Imagine a northern Saw-whet Owl searching for a nest site and spying a cozy cavity—only to discover the sweet abode is actually an outhouse vent, and she’s stuck there. This stinky slip kills thousands of raptors and other birds that become trapped in latrine and other open, vertical pipes each year.
Enter the .
Wyoming’s Teton Raptor Center has been distributing $30 screens through the program to install atop the offending pipes. “The snickering soon turns into applause. People get it,” says Roger Smith, the group’s founder. Now every single outhouse vent on the rugged slopes of Grand Teton National Park has been capped—along with more than 5,000 other pipes across 14 states.
Unfortunately, even thousands of protected privies may not be enough. On millions of acres throughout the West, some 43 species, including Acorn Woodpeckers and American Kestrels, routinely seek refuge or a nesting site in other vertical openings, too, including . In New Mexico alone, an estimated 13,500 birds die in uncapped fence posts each year. “It’s an ugly assemblage of species dying in an unforgivable way,” says Geoffrey Walsh, a Bureau of Land Management wildlife biologist.
Despite the grim challenge, growing awareness of uncapped pipes has spurred efforts to stop the carnage. The BLM now urges all mining claimants to replace open-pipe markers, and in June, 116 conservation groups, including 33 APP chapters, to the BLM and the U.S. Forest Service asking them to go a step further by ordering the removal of existing open-pipe markers and prohibiting their use. Meanwhile, Nevada has outlawed them, and made it legal for anyone to , and Los Alamos National Laboratory installed $5 metal caps on all 100 of its open pipes to comply with the Migratory Bird Treaty Act. It’s a big problem but—unusual in conservation—the solution is cheap and simple: Put a lid on it.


# [What this task involves]
Your answer must consist of the records below, reproduced exactly, with every picture removed.

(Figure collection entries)
▬▬▬▬▬▬
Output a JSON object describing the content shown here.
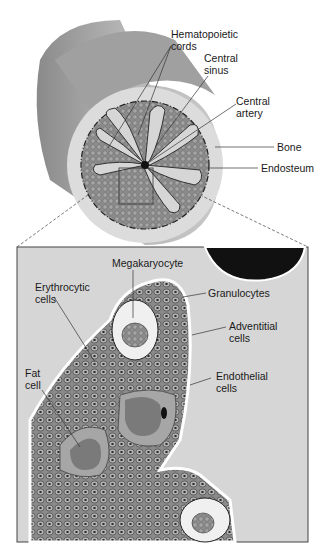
{
  "figure": {
    "overview": {
      "labels": {
        "hematopoietic_cords": "Hematopoietic\ncords",
        "central_sinus": "Central\nsinus",
        "central_artery": "Central\nartery",
        "bone": "Bone",
        "endosteum": "Endosteum"
      }
    },
    "inset": {
      "labels": {
        "megakaryocyte": "Megakaryocyte",
        "erythrocytic_cells": "Erythrocytic\ncells",
        "granulocytes": "Granulocytes",
        "adventitial_cells": "Adventitial\ncells",
        "fat_cell": "Fat\ncell",
        "endothelial_cells": "Endothelial\ncells"
      }
    },
    "caption": "Figure 7-2 (partially visible, truncated)",
    "colors": {
      "bone_outer": "#a8a8a8",
      "bone_face": "#dcdcdc",
      "marrow": "#8e8e8e",
      "sinus": "#d4d4d4",
      "inset_bg": "#d6d6d6",
      "fat": "#7a7a7a",
      "fat_rim": "#a6a6a6",
      "artery": "#111111"
    }
  }
}
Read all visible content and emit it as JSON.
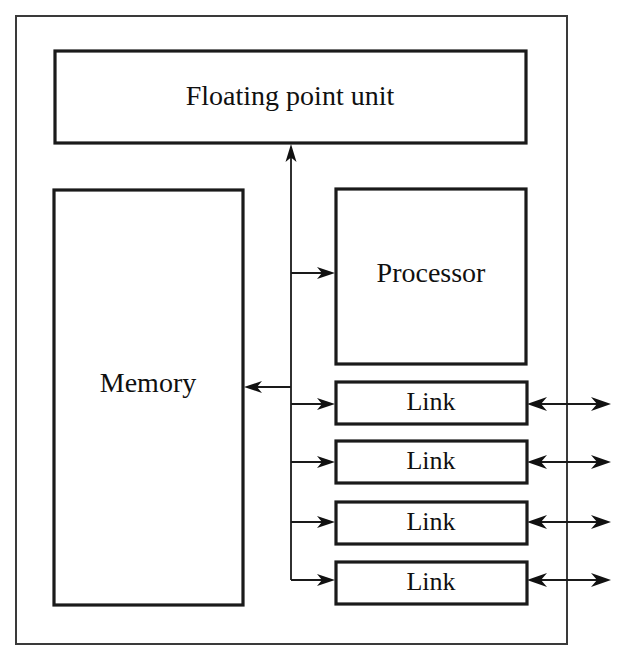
{
  "diagram": {
    "background_color": "#ffffff",
    "stroke_color": "#1a1a1a",
    "outer_chip": {
      "name": "chip-boundary",
      "label": "",
      "x": 15,
      "y": 15,
      "width": 553,
      "height": 630
    },
    "blocks": [
      {
        "id": "fpu",
        "label": "Floating point unit",
        "x": 55,
        "y": 51,
        "width": 471,
        "height": 92
      },
      {
        "id": "memory",
        "label": "Memory",
        "x": 54,
        "y": 190,
        "width": 189,
        "height": 415
      },
      {
        "id": "processor",
        "label": "Processor",
        "x": 336,
        "y": 189,
        "width": 190,
        "height": 175
      },
      {
        "id": "link1",
        "label": "Link",
        "x": 336,
        "y": 382,
        "width": 191,
        "height": 42
      },
      {
        "id": "link2",
        "label": "Link",
        "x": 336,
        "y": 441,
        "width": 191,
        "height": 42
      },
      {
        "id": "link3",
        "label": "Link",
        "x": 336,
        "y": 502,
        "width": 191,
        "height": 42
      },
      {
        "id": "link4",
        "label": "Link",
        "x": 336,
        "y": 562,
        "width": 191,
        "height": 42
      }
    ],
    "bus": {
      "id": "internal-bus",
      "x": 291,
      "top_y": 152,
      "bottom_y": 580
    },
    "connections": [
      {
        "id": "bus-to-fpu",
        "from": "bus",
        "to": "fpu",
        "direction": "up",
        "arrowheads": 1
      },
      {
        "id": "bus-to-processor",
        "from": "bus",
        "to": "processor",
        "direction": "right",
        "arrowheads": 1
      },
      {
        "id": "bus-to-memory",
        "from": "bus",
        "to": "memory",
        "direction": "left",
        "arrowheads": 1
      },
      {
        "id": "bus-to-link1",
        "from": "bus",
        "to": "link1",
        "direction": "right",
        "arrowheads": 1
      },
      {
        "id": "bus-to-link2",
        "from": "bus",
        "to": "link2",
        "direction": "right",
        "arrowheads": 1
      },
      {
        "id": "bus-to-link3",
        "from": "bus",
        "to": "link3",
        "direction": "right",
        "arrowheads": 1
      },
      {
        "id": "bus-to-link4",
        "from": "bus",
        "to": "link4",
        "direction": "right",
        "arrowheads": 1
      },
      {
        "id": "link1-external",
        "from": "link1",
        "to": "external",
        "direction": "bidirectional",
        "arrowheads": 2
      },
      {
        "id": "link2-external",
        "from": "link2",
        "to": "external",
        "direction": "bidirectional",
        "arrowheads": 2
      },
      {
        "id": "link3-external",
        "from": "link3",
        "to": "external",
        "direction": "bidirectional",
        "arrowheads": 2
      },
      {
        "id": "link4-external",
        "from": "link4",
        "to": "external",
        "direction": "bidirectional",
        "arrowheads": 2
      }
    ]
  }
}
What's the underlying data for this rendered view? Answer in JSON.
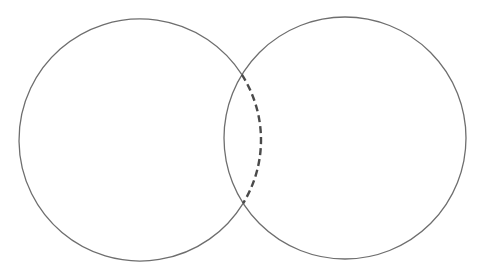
{
  "diagram": {
    "type": "venn",
    "stroke_color": "#6e6e6e",
    "dash_color": "#4a4a4a",
    "circles": [
      {
        "name": "left-circle",
        "cx": 140,
        "cy": 140,
        "r": 121
      },
      {
        "name": "right-circle",
        "cx": 345,
        "cy": 138,
        "r": 121
      }
    ],
    "dashed_arc": {
      "description": "right arc of left circle inside intersection"
    }
  }
}
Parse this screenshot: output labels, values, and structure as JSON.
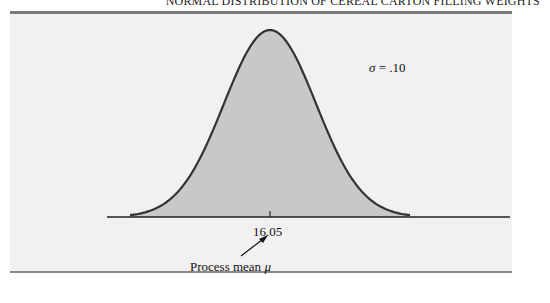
{
  "caption": "NORMAL DISTRIBUTION OF CEREAL CARTON FILLING WEIGHTS",
  "chart_data": {
    "type": "area",
    "title": "Normal distribution of cereal carton filling weights",
    "distribution": "normal",
    "mean": 16.05,
    "sigma": 0.1,
    "x_tick_labels": [
      "16.05"
    ],
    "annotations": [
      {
        "text": "σ = .10",
        "position": "upper right of curve"
      },
      {
        "text": "Process mean μ",
        "points_to": "16.05"
      }
    ],
    "fill_color": "#c8c8c8",
    "line_color": "#333333",
    "grid": false,
    "legend": "none"
  },
  "labels": {
    "sigma_symbol": "σ",
    "sigma_value": " = .10",
    "tick": "16.05",
    "mean_text": "Process mean ",
    "mean_symbol": "μ"
  }
}
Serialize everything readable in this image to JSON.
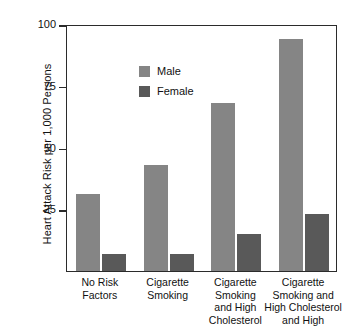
{
  "chart_data": {
    "type": "bar",
    "title": "",
    "xlabel": "",
    "ylabel": "Heart Attack Risk per 1,000 Persons",
    "ylim": [
      0,
      100
    ],
    "yticks": [
      25,
      50,
      75,
      100
    ],
    "grid": false,
    "legend_position": "top-left",
    "categories": [
      "No Risk\nFactors",
      "Cigarette\nSmoking",
      "Cigarette\nSmoking\nand High\nCholesterol",
      "Cigarette\nSmoking and\nHigh Cholesterol\nand High"
    ],
    "series": [
      {
        "name": "Male",
        "color": "#858585",
        "values": [
          31,
          43,
          68,
          94
        ]
      },
      {
        "name": "Female",
        "color": "#595959",
        "values": [
          7,
          7,
          15,
          23
        ]
      }
    ]
  },
  "axis": {
    "y_title": "Heart Attack Risk per 1,000 Persons",
    "y_tick_labels": [
      "100",
      "75",
      "50",
      "25"
    ]
  },
  "legend": {
    "items": [
      {
        "label": "Male"
      },
      {
        "label": "Female"
      }
    ]
  },
  "x_axis": {
    "labels": [
      {
        "lines": [
          "No Risk",
          "Factors"
        ]
      },
      {
        "lines": [
          "Cigarette",
          "Smoking"
        ]
      },
      {
        "lines": [
          "Cigarette",
          "Smoking",
          "and High",
          "Cholesterol"
        ]
      },
      {
        "lines": [
          "Cigarette",
          "Smoking and",
          "High Cholesterol",
          "and High"
        ]
      }
    ]
  },
  "colors": {
    "male": "#858585",
    "female": "#595959",
    "frame": "#2b2b2b",
    "background": "#ffffff"
  }
}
▬▬▬▬▬▬
# [Written reply]
Output a JSON object describing the content shown here.
{
  "figure": {
    "overview": {
      "labels": {
        "hematopoietic_cords": "Hematopoietic\ncords",
        "central_sinus": "Central\nsinus",
        "central_artery": "Central\nartery",
        "bone": "Bone",
        "endosteum": "Endosteum"
      }
    },
    "inset": {
      "labels": {
        "megakaryocyte": "Megakaryocyte",
        "erythrocytic_cells": "Erythrocytic\ncells",
        "granulocytes": "Granulocytes",
        "adventitial_cells": "Adventitial\ncells",
        "fat_cell": "Fat\ncell",
        "endothelial_cells": "Endothelial\ncells"
      }
    },
    "caption": "Figure 7-2 (partially visible, truncated)",
    "colors": {
      "bone_outer": "#a8a8a8",
      "bone_face": "#dcdcdc",
      "marrow": "#8e8e8e",
      "sinus": "#d4d4d4",
      "inset_bg": "#d6d6d6",
      "fat": "#7a7a7a",
      "fat_rim": "#a6a6a6",
      "artery": "#111111"
    }
  }
}
Read all visible content and emit it as JSON.
{
  "diagram": {
    "background_color": "#ffffff",
    "stroke_color": "#1a1a1a",
    "outer_chip": {
      "name": "chip-boundary",
      "label": "",
      "x": 15,
      "y": 15,
      "width": 553,
      "height": 630
    },
    "blocks": [
      {
        "id": "fpu",
        "label": "Floating point unit",
        "x": 55,
        "y": 51,
        "width": 471,
        "height": 92
      },
      {
        "id": "memory",
        "label": "Memory",
        "x": 54,
        "y": 190,
        "width": 189,
        "height": 415
      },
      {
        "id": "processor",
        "label": "Processor",
        "x": 336,
        "y": 189,
        "width": 190,
        "height": 175
      },
      {
        "id": "link1",
        "label": "Link",
        "x": 336,
        "y": 382,
        "width": 191,
        "height": 42
      },
      {
        "id": "link2",
        "label": "Link",
        "x": 336,
        "y": 441,
        "width": 191,
        "height": 42
      },
      {
        "id": "link3",
        "label": "Link",
        "x": 336,
        "y": 502,
        "width": 191,
        "height": 42
      },
      {
        "id": "link4",
        "label": "Link",
        "x": 336,
        "y": 562,
        "width": 191,
        "height": 42
      }
    ],
    "bus": {
      "id": "internal-bus",
      "x": 291,
      "top_y": 152,
      "bottom_y": 580
    },
    "connections": [
      {
        "id": "bus-to-fpu",
        "from": "bus",
        "to": "fpu",
        "direction": "up",
        "arrowheads": 1
      },
      {
        "id": "bus-to-processor",
        "from": "bus",
        "to": "processor",
        "direction": "right",
        "arrowheads": 1
      },
      {
        "id": "bus-to-memory",
        "from": "bus",
        "to": "memory",
        "direction": "left",
        "arrowheads": 1
      },
      {
        "id": "bus-to-link1",
        "from": "bus",
        "to": "link1",
        "direction": "right",
        "arrowheads": 1
      },
      {
        "id": "bus-to-link2",
        "from": "bus",
        "to": "link2",
        "direction": "right",
        "arrowheads": 1
      },
      {
        "id": "bus-to-link3",
        "from": "bus",
        "to": "link3",
        "direction": "right",
        "arrowheads": 1
      },
      {
        "id": "bus-to-link4",
        "from": "bus",
        "to": "link4",
        "direction": "right",
        "arrowheads": 1
      },
      {
        "id": "link1-external",
        "from": "link1",
        "to": "external",
        "direction": "bidirectional",
        "arrowheads": 2
      },
      {
        "id": "link2-external",
        "from": "link2",
        "to": "external",
        "direction": "bidirectional",
        "arrowheads": 2
      },
      {
        "id": "link3-external",
        "from": "link3",
        "to": "external",
        "direction": "bidirectional",
        "arrowheads": 2
      },
      {
        "id": "link4-external",
        "from": "link4",
        "to": "external",
        "direction": "bidirectional",
        "arrowheads": 2
      }
    ]
  }
}
What's the underlying data for this rendered view? Answer in JSON.
{
  "diagram": {
    "type": "venn",
    "stroke_color": "#6e6e6e",
    "dash_color": "#4a4a4a",
    "circles": [
      {
        "name": "left-circle",
        "cx": 140,
        "cy": 140,
        "r": 121
      },
      {
        "name": "right-circle",
        "cx": 345,
        "cy": 138,
        "r": 121
      }
    ],
    "dashed_arc": {
      "description": "right arc of left circle inside intersection"
    }
  }
}
Parse this screenshot: output labels, values, and structure as JSON.
{
  "caption": "NORMAL DISTRIBUTION OF CEREAL CARTON FILLING WEIGHTS",
  "chart_data": {
    "type": "area",
    "title": "Normal distribution of cereal carton filling weights",
    "distribution": "normal",
    "mean": 16.05,
    "sigma": 0.1,
    "x_tick_labels": [
      "16.05"
    ],
    "annotations": [
      {
        "text": "σ = .10",
        "position": "upper right of curve"
      },
      {
        "text": "Process mean μ",
        "points_to": "16.05"
      }
    ],
    "fill_color": "#c8c8c8",
    "line_color": "#333333",
    "grid": false,
    "legend": "none"
  },
  "labels": {
    "sigma_symbol": "σ",
    "sigma_value": " = .10",
    "tick": "16.05",
    "mean_text": "Process mean ",
    "mean_symbol": "μ"
  }
}
Serialize everything readable in this image to JSON.
{
  "chart_data": {
    "type": "bar",
    "title": "",
    "xlabel": "",
    "ylabel": "Heart Attack Risk per 1,000 Persons",
    "ylim": [
      0,
      100
    ],
    "yticks": [
      25,
      50,
      75,
      100
    ],
    "grid": false,
    "legend_position": "top-left",
    "categories": [
      "No Risk\nFactors",
      "Cigarette\nSmoking",
      "Cigarette\nSmoking\nand High\nCholesterol",
      "Cigarette\nSmoking and\nHigh Cholesterol\nand High"
    ],
    "series": [
      {
        "name": "Male",
        "color": "#858585",
        "values": [
          31,
          43,
          68,
          94
        ]
      },
      {
        "name": "Female",
        "color": "#595959",
        "values": [
          7,
          7,
          15,
          23
        ]
      }
    ]
  },
  "axis": {
    "y_title": "Heart Attack Risk per 1,000 Persons",
    "y_tick_labels": [
      "100",
      "75",
      "50",
      "25"
    ]
  },
  "legend": {
    "items": [
      {
        "label": "Male"
      },
      {
        "label": "Female"
      }
    ]
  },
  "x_axis": {
    "labels": [
      {
        "lines": [
          "No Risk",
          "Factors"
        ]
      },
      {
        "lines": [
          "Cigarette",
          "Smoking"
        ]
      },
      {
        "lines": [
          "Cigarette",
          "Smoking",
          "and High",
          "Cholesterol"
        ]
      },
      {
        "lines": [
          "Cigarette",
          "Smoking and",
          "High Cholesterol",
          "and High"
        ]
      }
    ]
  },
  "colors": {
    "male": "#858585",
    "female": "#595959",
    "frame": "#2b2b2b",
    "background": "#ffffff"
  }
}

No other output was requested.